Evolution is the best paradigm we have for explaining how life on earth developed in the past, is developing now, and will develop in the future. Are there anomalies? Yes. But it is not science to ascribe those anomalies to a supernatural being. Should we teach about those anomalies? Yes. But they should be taught at the stage of development of a child’s mind where the anomalies become a challenge to solve, not the end of knowledge. Besides, why would a child want to learn something difficult if you start with all the things that what your teaching doesn’t do. We start children with simple Newtonian mechanics not quantum mechanics. Why? Because the concepts are easier to grasp and they work for almost all problems they will have to solve.

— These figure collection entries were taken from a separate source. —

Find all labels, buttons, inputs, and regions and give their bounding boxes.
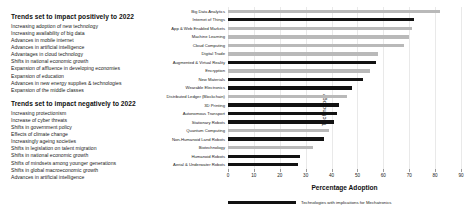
list-item: Increasing adoption of new technology: [11, 23, 164, 30]
negative-trends-title: Trends set to impact negatively to 2022: [11, 100, 164, 108]
list-item: Shifts in global macroeconomic growth: [11, 167, 164, 174]
category-label: Stationary Robots: [192, 120, 225, 125]
bar: [228, 155, 300, 158]
legend-label: Technologies with implications for Mecha…: [301, 200, 392, 205]
bar-row: Biotechnology: [228, 143, 461, 152]
bar: [228, 52, 378, 55]
x-tick-label: 50: [355, 173, 360, 178]
bar-row: App & Web Enabled Markets: [228, 24, 461, 33]
x-axis-title: Percentage Adoption: [228, 184, 461, 191]
bar-row: Internet of Things: [228, 16, 461, 25]
x-tick-label: 10: [251, 173, 256, 178]
bar-row: Autonomous Transport: [228, 109, 461, 118]
x-tick-label: 0: [227, 173, 230, 178]
bar: [228, 163, 298, 166]
bar-row: Machine Learning: [228, 33, 461, 42]
bar-row: Stationary Robots: [228, 118, 461, 127]
x-tick: [228, 169, 229, 172]
legend-swatch: [228, 201, 296, 204]
x-tick: [461, 169, 462, 172]
bar: [228, 35, 409, 38]
bar: [228, 78, 363, 81]
x-tick: [332, 169, 333, 172]
x-tick-label: 30: [303, 173, 308, 178]
x-tick: [383, 169, 384, 172]
category-label: Big Data Analytics: [191, 9, 225, 14]
list-item: Advantages in cloud technology: [11, 51, 164, 58]
list-item: Expansion of the middle classes: [11, 87, 164, 94]
category-label: 3D Printing: [204, 103, 225, 108]
negative-trends-list: Increasing protectionism Increase of cyb…: [11, 110, 164, 180]
category-label: Distributed Ledger (Blockchain): [167, 94, 225, 99]
bar: [228, 86, 352, 89]
list-item: Advances in mobile internet: [11, 37, 164, 44]
list-item: Increasing protectionism: [11, 110, 164, 117]
list-item: Increasing availability of big data: [11, 30, 164, 37]
bar-chart: Technology Big Data AnalyticsInternet of…: [168, 0, 467, 219]
x-axis: 0102030405060708090: [228, 169, 461, 183]
list-item: Shifts in government policy: [11, 124, 164, 131]
category-label: Non-Humanoid Land Robots: [172, 137, 225, 142]
bar: [228, 146, 313, 149]
list-item: Advances in artificial intelligence: [11, 174, 164, 181]
x-tick: [254, 169, 255, 172]
x-tick: [306, 169, 307, 172]
category-label: Cloud Computing: [193, 43, 225, 48]
bar: [228, 18, 414, 21]
category-label: App & Web Enabled Markets: [171, 26, 225, 31]
x-tick: [409, 169, 410, 172]
positive-trends-title: Trends set to impact positively to 2022: [11, 13, 164, 21]
bar: [228, 112, 337, 115]
bar-row: New Materials: [228, 75, 461, 84]
bar: [228, 95, 347, 98]
bar-row: Quantum Computing: [228, 126, 461, 135]
list-item: Expansion of affluence in developing eco…: [11, 65, 164, 72]
list-item: Shifts of mindsets among younger generat…: [11, 160, 164, 167]
legend: Technologies with implications for Mecha…: [228, 200, 392, 205]
bar-row: Cloud Computing: [228, 41, 461, 50]
x-tick: [357, 169, 358, 172]
bar: [228, 120, 334, 123]
list-item: Shifts in national economic growth: [11, 58, 164, 65]
bar-row: Wearable Electronics: [228, 84, 461, 93]
category-label: Wearable Electronics: [186, 85, 226, 90]
figure-root: Trends set to impact positively to 2022 …: [0, 0, 467, 219]
bar: [228, 61, 376, 64]
list-item: Increase of cyber threats: [11, 117, 164, 124]
plot-area: Big Data AnalyticsInternet of ThingsApp …: [228, 7, 461, 169]
positive-trends-block: Trends set to impact positively to 2022 …: [11, 13, 164, 94]
list-item: Shifts in legislation on talent migratio…: [11, 145, 164, 152]
category-label: Quantum Computing: [186, 128, 225, 133]
bar-row: Distributed Ledger (Blockchain): [228, 92, 461, 101]
category-label: Digital Trade: [201, 51, 225, 56]
x-tick-label: 80: [433, 173, 438, 178]
bar-row: Big Data Analytics: [228, 7, 461, 16]
bar-row: Non-Humanoid Land Robots: [228, 135, 461, 144]
list-item: Shifts in national economic growth: [11, 152, 164, 159]
bar: [228, 10, 440, 13]
bar-row: 3D Printing: [228, 101, 461, 110]
list-item: Advances in artificial intelligence: [11, 44, 164, 51]
negative-trends-block: Trends set to impact negatively to 2022 …: [11, 100, 164, 181]
category-label: Aerial & Underwater Robots: [173, 162, 225, 167]
x-axis-line: [228, 169, 461, 170]
x-tick: [280, 169, 281, 172]
x-tick: [435, 169, 436, 172]
list-item: Effects of climate change: [11, 131, 164, 138]
category-label: Biotechnology: [199, 145, 225, 150]
category-label: Autonomous Transport: [183, 111, 225, 116]
list-item: Advances in new energy supplies & techno…: [11, 80, 164, 87]
category-label: Encryption: [205, 68, 225, 73]
bar-row: Digital Trade: [228, 50, 461, 59]
list-item: Expansion of education: [11, 73, 164, 80]
list-item: Increasingly ageing societies: [11, 138, 164, 145]
bar-row: Encryption: [228, 67, 461, 76]
bar-row: Aerial & Underwater Robots: [228, 160, 461, 169]
bar: [228, 137, 324, 140]
category-label: New Materials: [198, 77, 225, 82]
bar-row: Augmented & Virtual Reality: [228, 58, 461, 67]
gridline: [461, 7, 462, 169]
category-label: Humanoid Robots: [191, 154, 225, 159]
category-label: Augmented & Virtual Reality: [173, 60, 225, 65]
bar-row: Humanoid Robots: [228, 152, 461, 161]
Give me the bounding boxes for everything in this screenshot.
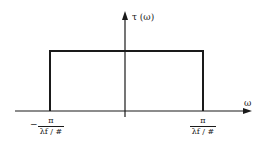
rect-function-curve [50,51,203,111]
left-tick-numerator: π [38,117,64,127]
minus-sign: − [30,120,38,129]
right-tick-denominator: λf / # [190,127,216,136]
left-tick-denominator: λf / # [38,127,64,136]
left-tick-label: − π λf / # [38,117,64,136]
x-axis-label: ω [244,99,251,108]
y-axis-label: τ (ω) [132,13,154,22]
right-tick-numerator: π [190,117,216,127]
x-axis-arrow-icon [243,108,252,114]
right-tick-label: π λf / # [190,117,216,136]
y-axis-arrow-icon [122,11,128,20]
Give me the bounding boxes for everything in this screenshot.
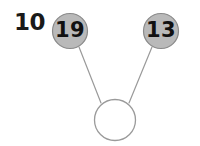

There are mysteries at the edge of our knowledge and we want children to be excited by those mysteries, to own the thought that they can resolve some of those mysteries. There should be no fear of this process. There will always be mysteries at the edge of our knowledge.

"As we acquire more knowledge, things do not become more comprehensible but more mysterious."
Albert Einstein

Aristotle (384 – 322 bc) posited that there were four causes of reality – a material cause, a formal cause, a productive cause and a final cause. In his view all of reality was driven by this linear process. In 1992, Marshal McLuhan posited the tetrad, or four laws. He saw these as four simultaneous processes governing change – enhancing, reversing, retrieving and obsolescencing. In complexity theory, we now understand that for a wide range of physical phenomena, the cause – effect relationship is broken. For these complex systems one time a small cause will have little or no effect and the next time that same small cause will result in a large effect. The amazing part of this story is that this phenomena is ubiquitous and it lay hidden in our full view until the 1960s. We also now know that complex organization can emerge from what appears to be randomness very quickly. And, even more amazing is the fact that these complex systems exist exists where life exists, at the boundary between order and chaos.

So Mr. McLeroy teach science in science classes and textbooks, and teach your religion within your religion. That is your right, and it is my right not to have your religious views taught to my grandchildren in an educational system I pay for and is an instrument of government.